Researcher Affiliation Academia Nikolas Adaloglou EMAIL Heinrich Heine University, Duesseldorf Felix Michels EMAIL Heinrich Heine University, Duesseldorf Tim Kaiser EMAIL Heinrich Heine University, Duesseldorf Markus Kollman EMAIL Heinrich Heine University, Duesseldorf
Pseudocode No The paper describes methods using text and mathematical equations, such as equations (1) to (8), but does not contain a structured pseudocode or algorithm block.
Open Source Code Yes The code is available at https://github.com/HHU-MMBS/plp-official-tmlr2024.
Open Datasets Yes Table 2: An overview of the number of classes and the number of samples on the considered datasets. ... In-distribution datasets CIFAR10 10 50K 10K CIFAR100 100 50K 10K Image Net 1K 1.28M 50K Out-distribution datasets i Naturalist 110 10K SUN 50 10K Places 50 10K IN-O 200 2K NINCO 64 5.88K Texture 47 5.54K CIFAR10-A 10 1000 CIFAR10-AS 10 1000
Dataset Splits Yes Table 2: An overview of the number of classes and the number of samples on the considered datasets. ... In-distribution datasets CIFAR10 10 50K 10K CIFAR100 100 50K 10K Image Net 1K 1.28M 50K Out-distribution datasets i Naturalist 110 10K SUN 50 10K Places 50 10K IN-O 200 2K NINCO 64 5.88K Texture 47 5.54K CIFAR10-A 10 1000 CIFAR10-AS 10 1000
Hardware Specification Yes All the experiments were carried out in a single NVIDIA A100 with 40GB VRAM.
Software Dependencies No The paper mentions using the Adam optimizer and describes training parameters (e.g., learning rate, batch size, weight decay), but does not provide specific version numbers for software dependencies like programming languages or libraries (e.g., Python, PyTorch, CUDA versions).

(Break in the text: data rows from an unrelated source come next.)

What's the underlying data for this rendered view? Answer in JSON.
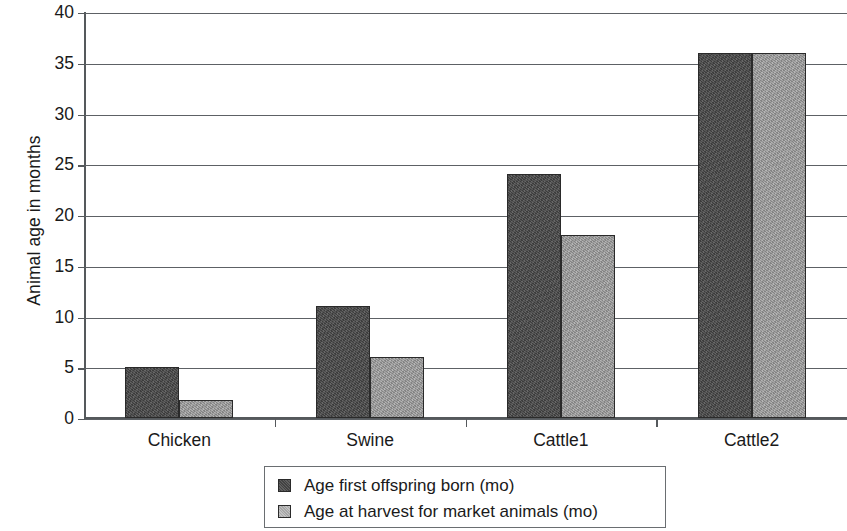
{
  "chart_data": {
    "type": "bar",
    "title": "",
    "xlabel": "",
    "ylabel": "Animal age in months",
    "categories": [
      "Chicken",
      "Swine",
      "Cattle1",
      "Cattle2"
    ],
    "series": [
      {
        "name": "Age first offspring born (mo)",
        "color": "#4a4a4a",
        "values": [
          5,
          11,
          24,
          36
        ]
      },
      {
        "name": "Age at harvest for market animals (mo)",
        "color": "#9e9e9e",
        "values": [
          1.8,
          6,
          18,
          36
        ]
      }
    ],
    "ylim": [
      0,
      40
    ],
    "ytick_interval": 5,
    "yticks": [
      40,
      35,
      30,
      25,
      20,
      15,
      10,
      5,
      0
    ],
    "ytick_labels": [
      "40",
      "35",
      "30",
      "25",
      "20",
      "15",
      "10",
      "5",
      "0"
    ],
    "grid": "horizontal",
    "legend_position": "bottom-center",
    "bar_style": "grouped"
  }
}
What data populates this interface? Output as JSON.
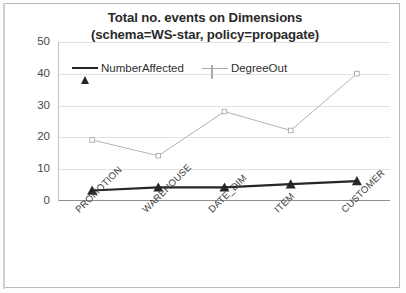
{
  "chart_data": {
    "type": "line",
    "title": "Total no. events on Dimensions (schema=WS-star, policy=propagate)",
    "title_line1": "Total no. events on Dimensions",
    "title_line2": "(schema=WS-star, policy=propagate)",
    "xlabel": "",
    "ylabel": "",
    "categories": [
      "PROMOTION",
      "WAREHOUSE",
      "DATE_DIM",
      "ITEM",
      "CUSTOMER"
    ],
    "yticks": [
      50,
      40,
      30,
      20,
      10,
      0
    ],
    "ylim": [
      0,
      50
    ],
    "grid": true,
    "legend_position": "top-left-inside",
    "series": [
      {
        "name": "NumberAffected",
        "values": [
          3,
          4,
          4,
          5,
          6
        ],
        "color": "#262626",
        "marker": "triangle"
      },
      {
        "name": "DegreeOut",
        "values": [
          19,
          14,
          28,
          22,
          40
        ],
        "color": "#aaaaaa",
        "marker": "square"
      }
    ]
  },
  "colors": {
    "series_number_affected": "#262626",
    "series_degree_out": "#aaaaaa",
    "gridline": "#e2e2e2",
    "axis": "#8f8f8f",
    "text": "#2a2a2a",
    "frame": "#b9b9b9"
  }
}
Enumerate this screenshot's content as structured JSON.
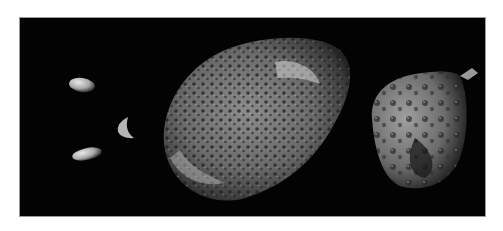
{
  "image": {
    "description": "Composite photograph of small irregular moons against black space",
    "background_color": "#030303",
    "frame_color": "#9a9a9a",
    "objects": [
      {
        "name": "small-moon-1",
        "shape": "elongated oval"
      },
      {
        "name": "small-moon-2",
        "shape": "crescent-lit fragment"
      },
      {
        "name": "small-moon-3",
        "shape": "elongated oval"
      },
      {
        "name": "large-cratered-moon",
        "shape": "sponge-like elongated potato"
      },
      {
        "name": "right-cratered-moon",
        "shape": "rounded cratered body"
      }
    ]
  }
}
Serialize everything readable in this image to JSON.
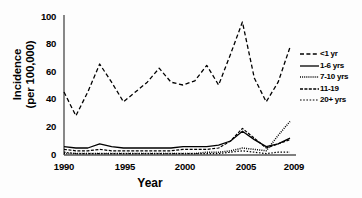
{
  "chart_data": {
    "type": "line",
    "title": "",
    "xlabel": "Year",
    "ylabel_line1": "Incidence",
    "ylabel_line2": "(per 100,000)",
    "xlim": [
      1990,
      2009
    ],
    "ylim": [
      0,
      100
    ],
    "grid": false,
    "legend_position": "right",
    "yticks": [
      0,
      20,
      40,
      60,
      80,
      100
    ],
    "xticks": [
      1990,
      1995,
      2000,
      2005,
      2009
    ],
    "x": [
      1990,
      1991,
      1992,
      1993,
      1994,
      1995,
      1996,
      1997,
      1998,
      1999,
      2000,
      2001,
      2002,
      2003,
      2004,
      2005,
      2006,
      2007,
      2008,
      2009
    ],
    "series": [
      {
        "name": "<1 yr",
        "style": "dashed",
        "values": [
          45,
          28,
          45,
          65,
          52,
          38,
          45,
          52,
          62,
          52,
          50,
          53,
          64,
          50,
          72,
          95,
          55,
          38,
          52,
          77
        ]
      },
      {
        "name": "1-6 yrs",
        "style": "solid",
        "values": [
          6,
          5,
          5,
          8,
          6,
          5,
          5,
          5,
          5,
          5,
          6,
          6,
          6,
          7,
          10,
          17,
          11,
          6,
          8,
          12
        ]
      },
      {
        "name": "7-10 yrs",
        "style": "dotted",
        "values": [
          1,
          1,
          1,
          1,
          1,
          1,
          1,
          1,
          1,
          1,
          1,
          1,
          2,
          2,
          3,
          5,
          4,
          3,
          14,
          24
        ]
      },
      {
        "name": "11-19",
        "style": "dashdot",
        "values": [
          4,
          3,
          3,
          4,
          3,
          3,
          3,
          3,
          3,
          3,
          4,
          4,
          4,
          5,
          10,
          19,
          12,
          5,
          8,
          11
        ]
      },
      {
        "name": "20+ yrs",
        "style": "finedot",
        "values": [
          2,
          1,
          1,
          1,
          1,
          1,
          1,
          1,
          1,
          1,
          1,
          1,
          1,
          1,
          2,
          3,
          2,
          1,
          2,
          2
        ]
      }
    ]
  }
}
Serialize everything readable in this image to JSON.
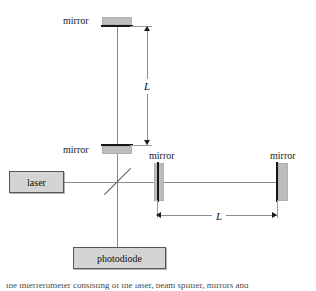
{
  "figure": {
    "labels": {
      "mirror_top": "mirror",
      "mirror_mid": "mirror",
      "mirror_right_near": "mirror",
      "mirror_right_far": "mirror",
      "laser": "laser",
      "photodiode": "photodiode",
      "length_vertical": "L",
      "length_horizontal": "L"
    },
    "caption_partial": "the interferometer consisting of the laser, beam splitter, mirrors and",
    "colors": {
      "beam": "#8a8a8a",
      "mirror_body": "#bdbdbd",
      "mirror_face": "#171717",
      "box_fill": "#d4d4d4",
      "box_border": "#555555",
      "text": "#111111"
    }
  }
}
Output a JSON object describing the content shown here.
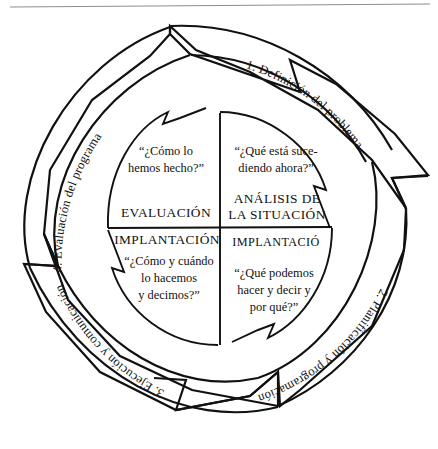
{
  "diagram": {
    "type": "cyclical-process",
    "colors": {
      "stroke": "#111111",
      "background": "#ffffff",
      "page_rule": "#8d8d8d"
    },
    "outer_steps": [
      {
        "id": "step-1",
        "label": "1. Definición del problema",
        "position": "upper-right"
      },
      {
        "id": "step-2",
        "label": "2. Planificación y programación",
        "position": "lower-right"
      },
      {
        "id": "step-3",
        "label": "3. Ejecución y comunicación",
        "position": "lower-left"
      },
      {
        "id": "step-4",
        "label": "4. Evaluación del programa",
        "position": "upper-left"
      }
    ],
    "quadrants": [
      {
        "id": "quadrant-analysis",
        "position": "upper-right",
        "heading_line1": "ANÁLISIS DE",
        "heading_line2": "LA SITUACIÓN",
        "question_line1": "“¿Qué está suce-",
        "question_line2": "diendo ahora?”"
      },
      {
        "id": "quadrant-evaluation",
        "position": "upper-left",
        "heading_line1": "EVALUACIÓN",
        "heading_line2": "",
        "question_line1": "“¿Cómo lo",
        "question_line2": "hemos hecho?”"
      },
      {
        "id": "quadrant-implantation-left",
        "position": "lower-left",
        "heading_line1": "IMPLANTACIÓN",
        "heading_line2": "",
        "question_line1": "“¿Cómo y cuándo",
        "question_line2": "lo hacemos",
        "question_line3": "y decimos?”"
      },
      {
        "id": "quadrant-implantation-right",
        "position": "lower-right",
        "heading_line1": "IMPLANTACIÓ",
        "heading_line2": "",
        "question_line1": "“¿Qué podemos",
        "question_line2": "hacer y decir y",
        "question_line3": "por qué?”"
      }
    ]
  }
}
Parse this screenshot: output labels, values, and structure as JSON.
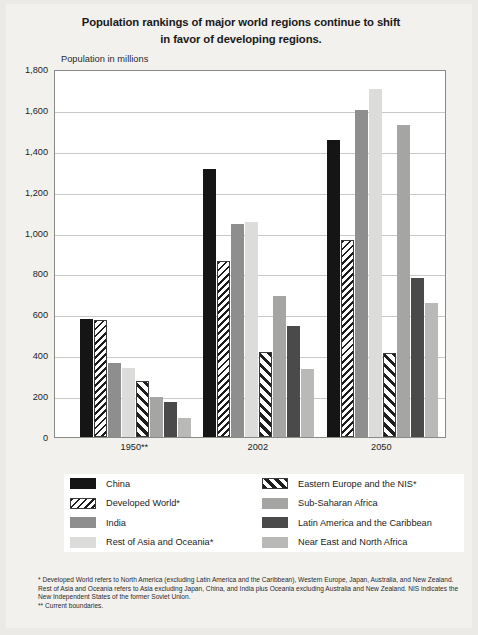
{
  "title": {
    "line1": "Population rankings of major world regions continue to shift",
    "line2": "in favor of developing regions."
  },
  "axis_title": "Population in millions",
  "legend": [
    {
      "key": "china",
      "label": "China",
      "color": "#151515",
      "pattern": "solid"
    },
    {
      "key": "ee",
      "label": "Eastern Europe and the NIS*",
      "color": "#1e1e1e",
      "pattern": "diagonal-hatch"
    },
    {
      "key": "dev",
      "label": "Developed World*",
      "color": "#1b1b1b",
      "pattern": "fine-hatch"
    },
    {
      "key": "ssa",
      "label": "Sub-Saharan Africa",
      "color": "#a5a5a3",
      "pattern": "solid"
    },
    {
      "key": "india",
      "label": "India",
      "color": "#8e8e8e",
      "pattern": "solid"
    },
    {
      "key": "latam",
      "label": "Latin America and the Caribbean",
      "color": "#4a4a4a",
      "pattern": "solid"
    },
    {
      "key": "restasia",
      "label": "Rest of Asia and Oceania*",
      "color": "#dcdcda",
      "pattern": "solid"
    },
    {
      "key": "nena",
      "label": "Near East and North Africa",
      "color": "#b9b9b7",
      "pattern": "solid"
    }
  ],
  "footnotes": {
    "note1": "* Developed World refers to North America (excluding Latin America and the Caribbean), Western Europe, Japan, Australia, and New Zealand.  Rest of Asia and Oceania refers to Asia excluding Japan, China, and India plus Oceania excluding Australia and New Zealand.  NIS indicates the New Independent States of the former Soviet Union.",
    "note2": "** Current boundaries."
  },
  "chart_data": {
    "type": "bar",
    "title": "Population rankings of major world regions continue to shift in favor of developing regions.",
    "xlabel": "",
    "ylabel": "Population in millions",
    "ylim": [
      0,
      1800
    ],
    "yticks": [
      "0",
      "200",
      "400",
      "600",
      "800",
      "1,000",
      "1,200",
      "1,400",
      "1,600",
      "1,800"
    ],
    "grid": true,
    "legend_position": "bottom",
    "categories": [
      "1950**",
      "2002",
      "2050"
    ],
    "series": [
      {
        "name": "China",
        "values": [
          575,
          1310,
          1455
        ]
      },
      {
        "name": "Developed World*",
        "values": [
          573,
          860,
          965
        ]
      },
      {
        "name": "India",
        "values": [
          362,
          1040,
          1600
        ]
      },
      {
        "name": "Rest of Asia and Oceania*",
        "values": [
          340,
          1050,
          1700
        ]
      },
      {
        "name": "Eastern Europe and the NIS*",
        "values": [
          275,
          415,
          410
        ]
      },
      {
        "name": "Sub-Saharan Africa",
        "values": [
          198,
          690,
          1525
        ]
      },
      {
        "name": "Latin America and the Caribbean",
        "values": [
          170,
          545,
          780
        ]
      },
      {
        "name": "Near East and North Africa",
        "values": [
          95,
          335,
          655
        ]
      }
    ]
  }
}
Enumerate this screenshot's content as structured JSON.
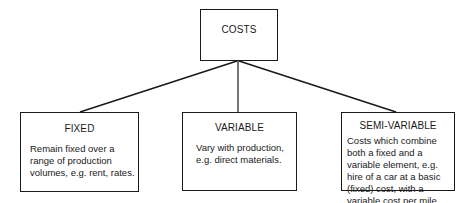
{
  "diagram": {
    "root": {
      "title": "COSTS"
    },
    "children": [
      {
        "title": "FIXED",
        "description": "Remain fixed over a range of production volumes, e.g. rent, rates."
      },
      {
        "title": "VARIABLE",
        "description": "Vary with production, e.g. direct materials."
      },
      {
        "title": "SEMI-VARIABLE",
        "description": "Costs which combine both a fixed and a variable element, e.g. hire of a car at a basic (fixed) cost, with a variable cost per mile."
      }
    ],
    "colors": {
      "line": "#1a1a1a",
      "background": "#ffffff"
    }
  }
}
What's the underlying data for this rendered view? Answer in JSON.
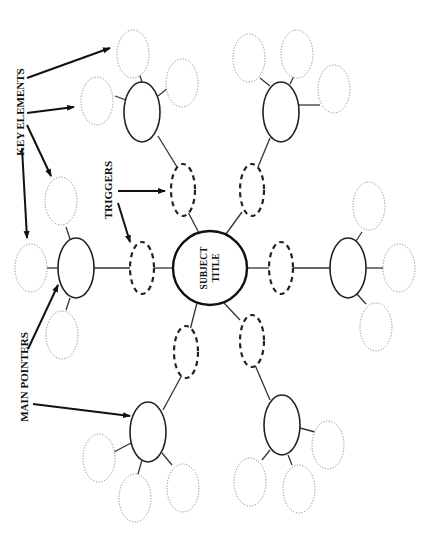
{
  "diagram": {
    "type": "spider-mind-map",
    "orientation": "rotated-90-ccw",
    "center": {
      "label_line1": "SUBJECT",
      "label_line2": "TITLE"
    },
    "annotations": {
      "key_elements": "KEY ELEMENTS",
      "triggers": "TRIGGERS",
      "main_pointers": "MAIN POINTERS"
    },
    "branches": [
      {
        "id": "upper-left",
        "main_pointer": "",
        "trigger": "",
        "key_elements": [
          "",
          "",
          ""
        ]
      },
      {
        "id": "upper-right",
        "main_pointer": "",
        "trigger": "",
        "key_elements": [
          "",
          "",
          ""
        ]
      },
      {
        "id": "left",
        "main_pointer": "",
        "trigger": "",
        "key_elements": [
          "",
          "",
          ""
        ]
      },
      {
        "id": "right",
        "main_pointer": "",
        "trigger": "",
        "key_elements": [
          "",
          "",
          ""
        ]
      },
      {
        "id": "lower-left",
        "main_pointer": "",
        "trigger": "",
        "key_elements": [
          "",
          "",
          ""
        ]
      },
      {
        "id": "lower-right",
        "main_pointer": "",
        "trigger": "",
        "key_elements": [
          "",
          "",
          ""
        ]
      }
    ],
    "legend": {
      "subject_title": "solid bold circle",
      "triggers": "dashed ovals",
      "main_pointers": "solid ovals",
      "key_elements": "dotted ovals"
    }
  }
}
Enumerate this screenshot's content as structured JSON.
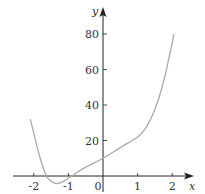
{
  "chart_data": {
    "type": "line",
    "title": "",
    "xlabel": "x",
    "ylabel": "y",
    "xlim": [
      -2.6,
      2.6
    ],
    "ylim": [
      -5,
      90
    ],
    "grid": false,
    "legend": null,
    "x_ticks": [
      -2,
      -1,
      0,
      1,
      2
    ],
    "x_tick_labels": [
      "-2",
      "-1",
      "0",
      "1",
      "2"
    ],
    "y_ticks": [
      20,
      40,
      60,
      80
    ],
    "y_tick_labels": [
      "20",
      "40",
      "60",
      "80"
    ],
    "series": [
      {
        "name": "curve",
        "color": "#aaaaaa",
        "x": [
          -2.1,
          -2.0,
          -1.9,
          -1.8,
          -1.7,
          -1.6,
          -1.5,
          -1.4,
          -1.3,
          -1.2,
          -1.1,
          -1.0,
          -0.9,
          -0.8,
          -0.5,
          0.0,
          0.5,
          1.0,
          1.2,
          1.4,
          1.6,
          1.8,
          1.9,
          2.0,
          2.05
        ],
        "y": [
          32,
          24,
          16,
          9,
          3,
          -1,
          -3,
          -4,
          -4.2,
          -3.6,
          -2.5,
          -1.2,
          0,
          1.3,
          5,
          10,
          16,
          22,
          26,
          33,
          43,
          57,
          66,
          75,
          80
        ]
      }
    ]
  },
  "axes": {
    "x_label": "x",
    "y_label": "y",
    "origin_label": "0"
  }
}
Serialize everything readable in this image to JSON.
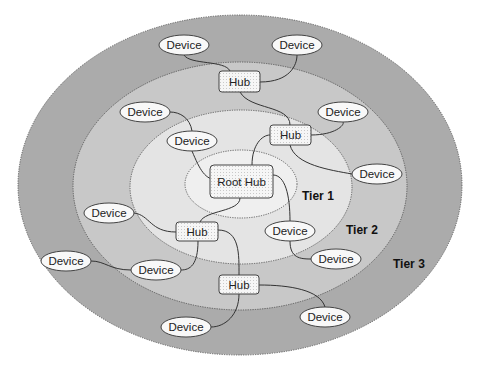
{
  "diagram": {
    "colors": {
      "tier3_fill": "#ababab",
      "tier2_fill": "#c8c8c8",
      "tier1_fill": "#e4e4e4",
      "root_fill": "#efefef",
      "node_fill": "#f4f4f4",
      "stroke": "#333333"
    },
    "tiers": [
      {
        "id": "root",
        "cx": 241,
        "cy": 184,
        "rx": 56,
        "ry": 34
      },
      {
        "id": "tier1",
        "label": "Tier 1",
        "cx": 241,
        "cy": 187,
        "rx": 111,
        "ry": 77,
        "label_x": 302,
        "label_y": 200
      },
      {
        "id": "tier2",
        "label": "Tier 2",
        "cx": 240,
        "cy": 186,
        "rx": 167,
        "ry": 124,
        "label_x": 346,
        "label_y": 234
      },
      {
        "id": "tier3",
        "label": "Tier 3",
        "cx": 240,
        "cy": 185,
        "rx": 222,
        "ry": 170,
        "label_x": 393,
        "label_y": 268
      }
    ],
    "root_hub": {
      "label": "Root Hub",
      "x": 210,
      "y": 165,
      "w": 63,
      "h": 33
    },
    "hubs": [
      {
        "label": "Hub",
        "x": 219,
        "y": 71,
        "w": 41,
        "h": 21
      },
      {
        "label": "Hub",
        "x": 270,
        "y": 125,
        "w": 41,
        "h": 20
      },
      {
        "label": "Hub",
        "x": 176,
        "y": 222,
        "w": 42,
        "h": 19
      },
      {
        "label": "Hub",
        "x": 219,
        "y": 275,
        "w": 40,
        "h": 19
      }
    ],
    "devices": [
      {
        "label": "Device",
        "cx": 184,
        "cy": 45
      },
      {
        "label": "Device",
        "cx": 297,
        "cy": 45
      },
      {
        "label": "Device",
        "cx": 145,
        "cy": 112
      },
      {
        "label": "Device",
        "cx": 343,
        "cy": 112
      },
      {
        "label": "Device",
        "cx": 192,
        "cy": 141
      },
      {
        "label": "Device",
        "cx": 377,
        "cy": 174
      },
      {
        "label": "Device",
        "cx": 109,
        "cy": 213
      },
      {
        "label": "Device",
        "cx": 290,
        "cy": 231
      },
      {
        "label": "Device",
        "cx": 336,
        "cy": 259
      },
      {
        "label": "Device",
        "cx": 66,
        "cy": 261
      },
      {
        "label": "Device",
        "cx": 156,
        "cy": 270
      },
      {
        "label": "Device",
        "cx": 325,
        "cy": 317
      },
      {
        "label": "Device",
        "cx": 186,
        "cy": 327
      }
    ],
    "connections": [
      "M 252 165 C 252 145, 262 135, 270 135",
      "M 218 180 C 205 180, 200 170, 192 151",
      "M 273 175 C 285 175, 290 195, 290 221",
      "M 240 198 C 240 212, 205 210, 200 222",
      "M 290 125 C 290 105, 250 110, 240 92",
      "M 311 135 C 335 135, 345 125, 343 122",
      "M 290 145 C 295 165, 330 170, 352 174",
      "M 230 71 C 225 60, 190 65, 184 55",
      "M 260 82 C 290 82, 297 65, 297 55",
      "M 192 131 C 190 118, 180 112, 170 112",
      "M 176 232 C 150 232, 150 215, 134 213",
      "M 198 241 C 198 265, 190 270, 181 270",
      "M 218 230 C 240 230, 239 255, 239 275",
      "M 131 270 C 110 270, 105 261, 91 261",
      "M 290 241 C 290 258, 300 259, 311 259",
      "M 259 285 C 290 285, 320 290, 325 307",
      "M 239 294 C 239 315, 225 327, 211 327"
    ]
  }
}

Experiment Setup Yes We used the Adam optimizer (Kingma & Ba, 2014) with a mini-batch size of 256 for CIFAR10 and CIFAR100 and 8192 for Image Net and trained for 100 epochs with a weight decay of 10-3. The learning rate is set to 10-3 (mini-batch size)/256 with a linear warm-up over the first ten epochs and cosine decay after that.